Ask The Salty Waitress: Should I Tip Differently In States Where Servers Make Minimum Wage?
Hey Salty, I live in Oregon, where restaurant servers, by law, are paid minimum wage. In Oregon, minimum wage is $10.25 per hour. Do customers in Oregon need to tip? I totally get it in states where it's legal to pay servers less than minimum wage (which I think is freaking outrageous, by the way). But what's up with tipping in places where it's not needed to make a server's pay meet the minimum wage? I mean, a clerk at 7-Eleven is also on her feet all day, but she doesn't get tips. Is her job easier than a server's job?
Please don't get me wrong. I will always tip servers. But this is also something I'll always wonder about.
Thank you!A Good But Curious Tipper
Dear Good But Curious,
Your question is thornier than my leg hair in February. But I've been asked this question before, from folks in Oregon, Washington, D.C., and other places where servers earn a minimum wage instead of the reduced tipped wage, so I guess it's time to answer it.
Before I do—I hear you loud and clear about about the 7-Eleven worker. That is a physically tough, thankless job. As is working at the laundromat or the clothing store at the mall or other minimum-wage gigs. I don't want to poo-poo their hard work. But I'm a waitress, and have been for 15 years. So I'm coming at this from my perspective of someone in the hospitality industry, and my angle is: Yeah, you should still tip if you want to feel good about yourself at the end of the night. Here's why.
Even in places where servers earn minimum wage, 11 percent live in poverty, compared to 6 percent of non-tipped people. In D.C., where servers made the same minimum wage as other workers, their average pay was just 36 cents above minimum wage in 2017. It's not like we're rolling in it, is what I'm saying.
Tips, even with a minimum wage, take some people from just-scraping-by to making-an-okay-living. That means better service for you. How? Because if you want the best service, in my opinion, you want to be waited on by a gal like me who's been doing this for a while. You want serving to be a job that people stick with for a while, not a low-wage revolving door of dingbats and losers. Tipping helps us afford health care and other basics that are close to impossible on just a minimum wage.
Think about who your server might be: a single mom, a part-time college kid, an artist working multiple jobs trying to catch a break. They're not heading home to eat caviar and champagne. Shit, they're heading home to soak their sore feet, pop generic Advil for their aching back, and maybe have a beer to forget about the asshole table that gave them trouble all night.
Our jobs aren't easy. Lots of people's jobs aren't easy, I know. But servers have to act like our jobs are just a walk in the park, no matter how much crap we take. I have to smile at your kid even as he's smearing snot on the table that I have to clean up. I have to laugh at your husband's terrible joke. I have to look chipper-but-not-annoying at 8 in the goddamn morning. I think all of that is worth a few extra bucks out of your wallet.
So yeah, please continue to tip. Help us catch a break. I swear it'll make you feel all warm and fuzzy.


ABOUT THIS EXERCISE –
The number of lines holding the string "releases" is all that is wanted; count them in the records below.

THE INPUT –
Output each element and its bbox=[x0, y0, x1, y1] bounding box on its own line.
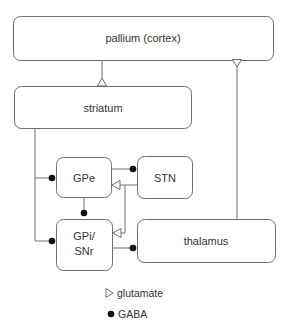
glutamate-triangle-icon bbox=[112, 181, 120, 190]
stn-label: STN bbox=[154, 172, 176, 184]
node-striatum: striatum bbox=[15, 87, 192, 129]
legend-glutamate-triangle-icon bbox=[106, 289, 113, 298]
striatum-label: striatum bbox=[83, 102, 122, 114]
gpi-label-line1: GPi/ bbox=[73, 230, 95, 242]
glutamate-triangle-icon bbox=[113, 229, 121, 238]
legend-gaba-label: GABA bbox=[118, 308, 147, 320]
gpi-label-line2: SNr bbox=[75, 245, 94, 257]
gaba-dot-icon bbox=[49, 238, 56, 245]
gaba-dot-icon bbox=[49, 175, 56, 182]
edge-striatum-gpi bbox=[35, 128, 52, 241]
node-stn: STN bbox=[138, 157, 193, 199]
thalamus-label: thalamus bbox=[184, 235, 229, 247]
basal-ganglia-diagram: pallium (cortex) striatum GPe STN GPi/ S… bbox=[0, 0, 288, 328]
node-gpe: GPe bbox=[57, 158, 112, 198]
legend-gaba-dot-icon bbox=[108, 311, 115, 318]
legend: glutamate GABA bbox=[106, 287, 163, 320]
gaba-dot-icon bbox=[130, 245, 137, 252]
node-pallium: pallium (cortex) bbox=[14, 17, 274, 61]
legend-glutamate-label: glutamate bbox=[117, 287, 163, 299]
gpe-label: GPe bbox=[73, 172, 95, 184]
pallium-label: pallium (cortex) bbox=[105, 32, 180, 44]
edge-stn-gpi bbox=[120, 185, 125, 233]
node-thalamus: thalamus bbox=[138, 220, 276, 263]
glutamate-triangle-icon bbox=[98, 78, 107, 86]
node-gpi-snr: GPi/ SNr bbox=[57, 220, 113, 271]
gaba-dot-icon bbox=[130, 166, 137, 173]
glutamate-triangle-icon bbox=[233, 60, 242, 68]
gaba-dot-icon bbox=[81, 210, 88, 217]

==

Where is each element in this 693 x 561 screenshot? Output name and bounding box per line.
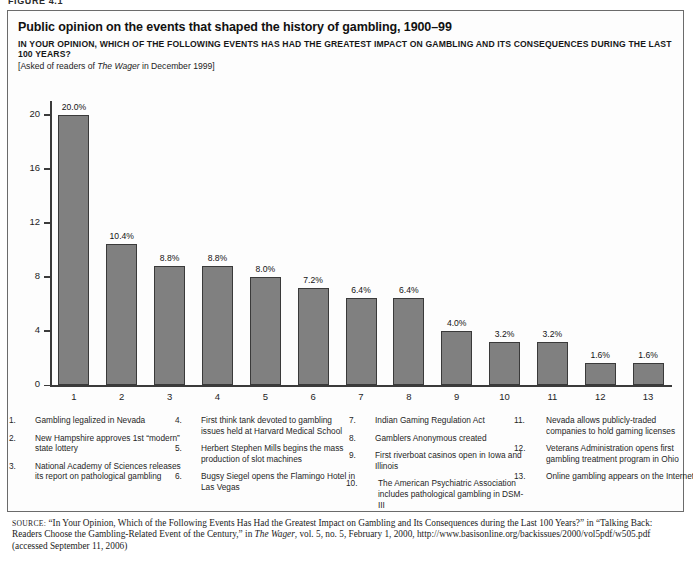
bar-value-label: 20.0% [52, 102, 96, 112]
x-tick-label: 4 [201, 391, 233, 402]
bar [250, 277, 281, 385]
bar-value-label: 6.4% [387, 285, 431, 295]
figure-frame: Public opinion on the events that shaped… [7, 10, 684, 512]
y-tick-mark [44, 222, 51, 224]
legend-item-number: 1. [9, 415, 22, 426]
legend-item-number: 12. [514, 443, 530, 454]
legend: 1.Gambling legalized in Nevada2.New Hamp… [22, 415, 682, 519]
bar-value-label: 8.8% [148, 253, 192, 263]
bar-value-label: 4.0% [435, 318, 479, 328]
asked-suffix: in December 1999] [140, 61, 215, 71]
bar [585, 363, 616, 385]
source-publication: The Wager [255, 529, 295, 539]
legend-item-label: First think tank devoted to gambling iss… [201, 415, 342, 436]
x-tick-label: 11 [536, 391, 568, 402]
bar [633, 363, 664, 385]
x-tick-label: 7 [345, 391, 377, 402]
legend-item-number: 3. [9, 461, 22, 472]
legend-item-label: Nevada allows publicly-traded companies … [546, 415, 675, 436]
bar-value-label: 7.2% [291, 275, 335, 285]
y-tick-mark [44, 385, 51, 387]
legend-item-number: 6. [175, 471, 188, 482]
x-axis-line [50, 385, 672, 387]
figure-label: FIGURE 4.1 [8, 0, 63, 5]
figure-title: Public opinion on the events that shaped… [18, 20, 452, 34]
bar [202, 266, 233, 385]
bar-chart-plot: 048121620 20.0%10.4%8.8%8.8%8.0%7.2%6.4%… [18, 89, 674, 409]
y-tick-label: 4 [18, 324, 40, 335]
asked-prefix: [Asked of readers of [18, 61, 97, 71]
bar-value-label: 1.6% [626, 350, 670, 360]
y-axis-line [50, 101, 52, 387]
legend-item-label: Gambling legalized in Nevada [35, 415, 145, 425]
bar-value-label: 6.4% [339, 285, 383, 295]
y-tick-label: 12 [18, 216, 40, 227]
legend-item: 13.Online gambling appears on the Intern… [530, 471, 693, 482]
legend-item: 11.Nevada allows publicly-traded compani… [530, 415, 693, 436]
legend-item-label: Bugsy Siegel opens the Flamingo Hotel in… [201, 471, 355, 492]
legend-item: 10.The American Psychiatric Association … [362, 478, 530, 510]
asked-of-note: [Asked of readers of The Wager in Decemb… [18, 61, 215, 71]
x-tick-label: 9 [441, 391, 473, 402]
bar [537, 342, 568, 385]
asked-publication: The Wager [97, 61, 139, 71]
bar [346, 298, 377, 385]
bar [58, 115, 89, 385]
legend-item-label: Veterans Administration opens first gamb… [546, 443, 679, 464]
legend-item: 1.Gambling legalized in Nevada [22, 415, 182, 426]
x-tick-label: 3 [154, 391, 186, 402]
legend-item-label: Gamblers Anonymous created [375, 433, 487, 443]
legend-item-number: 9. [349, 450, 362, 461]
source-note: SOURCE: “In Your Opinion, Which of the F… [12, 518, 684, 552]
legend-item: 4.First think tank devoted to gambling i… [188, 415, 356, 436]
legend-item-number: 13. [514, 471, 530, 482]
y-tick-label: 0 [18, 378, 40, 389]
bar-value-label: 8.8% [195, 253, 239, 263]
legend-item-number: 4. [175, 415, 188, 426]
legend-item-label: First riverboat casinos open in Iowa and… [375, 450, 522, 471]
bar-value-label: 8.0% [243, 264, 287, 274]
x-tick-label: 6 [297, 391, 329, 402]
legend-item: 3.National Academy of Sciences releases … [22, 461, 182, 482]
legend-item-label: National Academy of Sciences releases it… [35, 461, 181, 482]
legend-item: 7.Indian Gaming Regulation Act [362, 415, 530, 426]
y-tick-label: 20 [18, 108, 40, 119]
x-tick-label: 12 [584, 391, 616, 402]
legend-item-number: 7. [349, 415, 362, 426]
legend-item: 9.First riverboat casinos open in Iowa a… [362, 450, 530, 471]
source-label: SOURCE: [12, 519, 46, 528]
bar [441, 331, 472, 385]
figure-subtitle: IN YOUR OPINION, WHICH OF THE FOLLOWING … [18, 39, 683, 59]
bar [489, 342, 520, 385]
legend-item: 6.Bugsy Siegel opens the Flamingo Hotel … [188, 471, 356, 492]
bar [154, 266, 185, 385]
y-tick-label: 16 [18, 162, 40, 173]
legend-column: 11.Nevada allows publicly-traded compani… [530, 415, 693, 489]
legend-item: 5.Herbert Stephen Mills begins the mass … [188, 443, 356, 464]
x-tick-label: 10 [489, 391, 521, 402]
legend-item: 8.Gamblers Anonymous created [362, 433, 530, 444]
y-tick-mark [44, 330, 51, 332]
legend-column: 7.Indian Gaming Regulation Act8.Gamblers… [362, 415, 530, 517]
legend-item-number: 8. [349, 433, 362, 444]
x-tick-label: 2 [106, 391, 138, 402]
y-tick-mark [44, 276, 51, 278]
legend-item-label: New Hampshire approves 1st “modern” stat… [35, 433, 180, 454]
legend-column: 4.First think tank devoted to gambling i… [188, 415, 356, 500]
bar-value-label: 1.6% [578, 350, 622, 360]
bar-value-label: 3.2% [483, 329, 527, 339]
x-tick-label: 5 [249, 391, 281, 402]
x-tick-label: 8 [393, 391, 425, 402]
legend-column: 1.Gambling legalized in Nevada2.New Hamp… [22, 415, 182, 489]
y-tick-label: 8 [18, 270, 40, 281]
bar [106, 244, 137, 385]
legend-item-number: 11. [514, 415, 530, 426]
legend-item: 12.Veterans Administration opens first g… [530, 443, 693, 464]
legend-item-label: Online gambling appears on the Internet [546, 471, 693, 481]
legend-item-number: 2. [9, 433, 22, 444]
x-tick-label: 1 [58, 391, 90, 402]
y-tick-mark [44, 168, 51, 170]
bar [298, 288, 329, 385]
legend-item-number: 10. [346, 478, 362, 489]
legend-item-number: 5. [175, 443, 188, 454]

---

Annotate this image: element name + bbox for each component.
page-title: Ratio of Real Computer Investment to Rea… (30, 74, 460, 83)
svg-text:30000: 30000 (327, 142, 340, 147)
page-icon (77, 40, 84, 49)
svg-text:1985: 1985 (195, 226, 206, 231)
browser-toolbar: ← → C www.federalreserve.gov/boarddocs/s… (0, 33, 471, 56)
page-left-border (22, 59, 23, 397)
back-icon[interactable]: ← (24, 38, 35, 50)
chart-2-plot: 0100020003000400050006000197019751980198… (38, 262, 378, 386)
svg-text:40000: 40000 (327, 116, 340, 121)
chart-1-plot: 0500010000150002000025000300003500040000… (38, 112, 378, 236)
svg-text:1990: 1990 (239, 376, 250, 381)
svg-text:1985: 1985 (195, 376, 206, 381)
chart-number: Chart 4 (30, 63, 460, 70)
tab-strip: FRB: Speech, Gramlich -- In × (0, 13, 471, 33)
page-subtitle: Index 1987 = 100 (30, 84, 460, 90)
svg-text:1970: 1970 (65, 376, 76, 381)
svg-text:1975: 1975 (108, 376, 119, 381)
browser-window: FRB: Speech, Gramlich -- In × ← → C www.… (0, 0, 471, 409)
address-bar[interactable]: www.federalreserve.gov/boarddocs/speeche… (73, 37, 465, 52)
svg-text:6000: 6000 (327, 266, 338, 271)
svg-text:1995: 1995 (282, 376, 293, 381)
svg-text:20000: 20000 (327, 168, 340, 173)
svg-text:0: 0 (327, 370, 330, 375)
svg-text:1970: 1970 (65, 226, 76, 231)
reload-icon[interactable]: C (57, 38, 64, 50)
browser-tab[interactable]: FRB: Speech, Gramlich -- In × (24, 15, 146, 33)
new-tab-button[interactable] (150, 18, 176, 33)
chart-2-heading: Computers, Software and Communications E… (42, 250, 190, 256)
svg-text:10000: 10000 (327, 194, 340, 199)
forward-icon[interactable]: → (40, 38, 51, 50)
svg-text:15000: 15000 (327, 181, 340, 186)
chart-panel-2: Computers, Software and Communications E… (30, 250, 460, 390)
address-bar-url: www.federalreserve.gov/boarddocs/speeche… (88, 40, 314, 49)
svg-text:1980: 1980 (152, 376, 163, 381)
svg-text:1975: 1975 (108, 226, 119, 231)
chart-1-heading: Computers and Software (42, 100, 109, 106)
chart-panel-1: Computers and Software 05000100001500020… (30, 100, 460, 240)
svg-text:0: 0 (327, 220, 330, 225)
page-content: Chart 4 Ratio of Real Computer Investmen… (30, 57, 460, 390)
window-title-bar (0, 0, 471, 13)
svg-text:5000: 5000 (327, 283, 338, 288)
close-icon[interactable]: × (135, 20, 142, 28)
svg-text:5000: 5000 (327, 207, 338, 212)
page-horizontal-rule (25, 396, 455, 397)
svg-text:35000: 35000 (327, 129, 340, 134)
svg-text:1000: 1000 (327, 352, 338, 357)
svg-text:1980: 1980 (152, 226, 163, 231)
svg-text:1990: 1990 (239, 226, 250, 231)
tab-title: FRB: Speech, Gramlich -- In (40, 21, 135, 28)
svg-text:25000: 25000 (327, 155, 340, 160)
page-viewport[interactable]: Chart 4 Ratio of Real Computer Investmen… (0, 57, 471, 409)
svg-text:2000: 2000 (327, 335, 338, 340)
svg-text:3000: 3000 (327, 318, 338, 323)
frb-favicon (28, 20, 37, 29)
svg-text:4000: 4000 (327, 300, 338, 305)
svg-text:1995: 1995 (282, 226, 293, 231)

OUTPUT OF THE TASK –
2